Backed by the insurance company's strength
Your guaranteed income is an obligation of the issuing insurance carrier. These are large, heavily regulated companies that must hold reserves against every promise they make. That's why we only show carriers rated A or higher by A.M. Best — a rating that measures their financial strength and ability to pay claims for decades.
A second safety net: state guaranty associations
Every U.S. state runs a guaranty association that protects annuity owners if an insurer ever fails — up to state-specific limits (often $250,000+ of present value). It's a backstop, similar in spirit to FDIC for banks, though run at the state level and by the insurance industry.

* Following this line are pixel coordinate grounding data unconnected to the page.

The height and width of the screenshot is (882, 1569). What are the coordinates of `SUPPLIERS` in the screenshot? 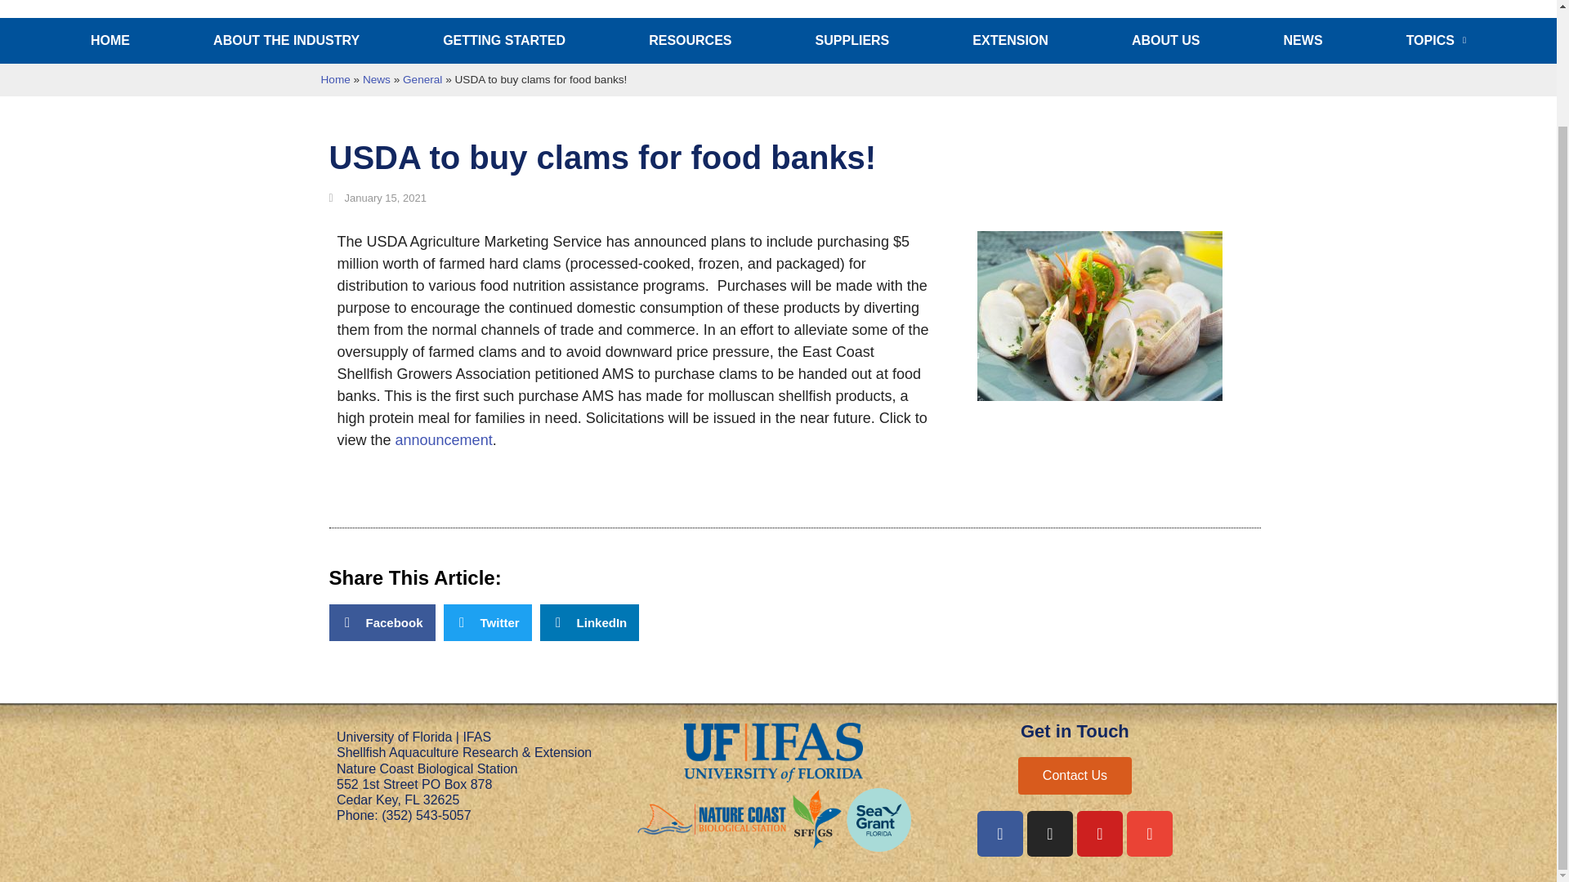 It's located at (852, 40).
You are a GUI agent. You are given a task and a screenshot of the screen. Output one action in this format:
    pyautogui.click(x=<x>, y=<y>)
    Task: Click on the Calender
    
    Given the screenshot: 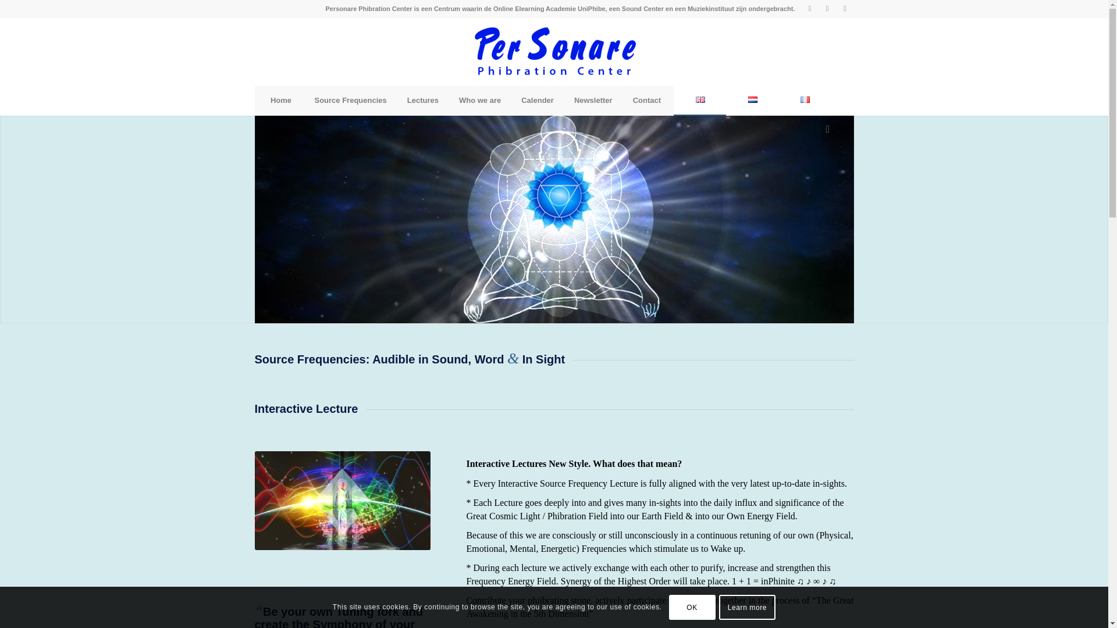 What is the action you would take?
    pyautogui.click(x=537, y=100)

What "safe" means here vs a bank
A CD is FDIC-insured but its income stops at maturity and shrinks if rates fall. A pension annuity isn't FDIC-insured, but it guarantees the income itself for life — something no bank product does — backed by a strong carrier and a state safety net. For the part of your savings whose job is paying bills forever, that's the kind of safety that actually matters. Spreading larger amounts across more than one A-rated carrier is a common way to stay within guaranty limits.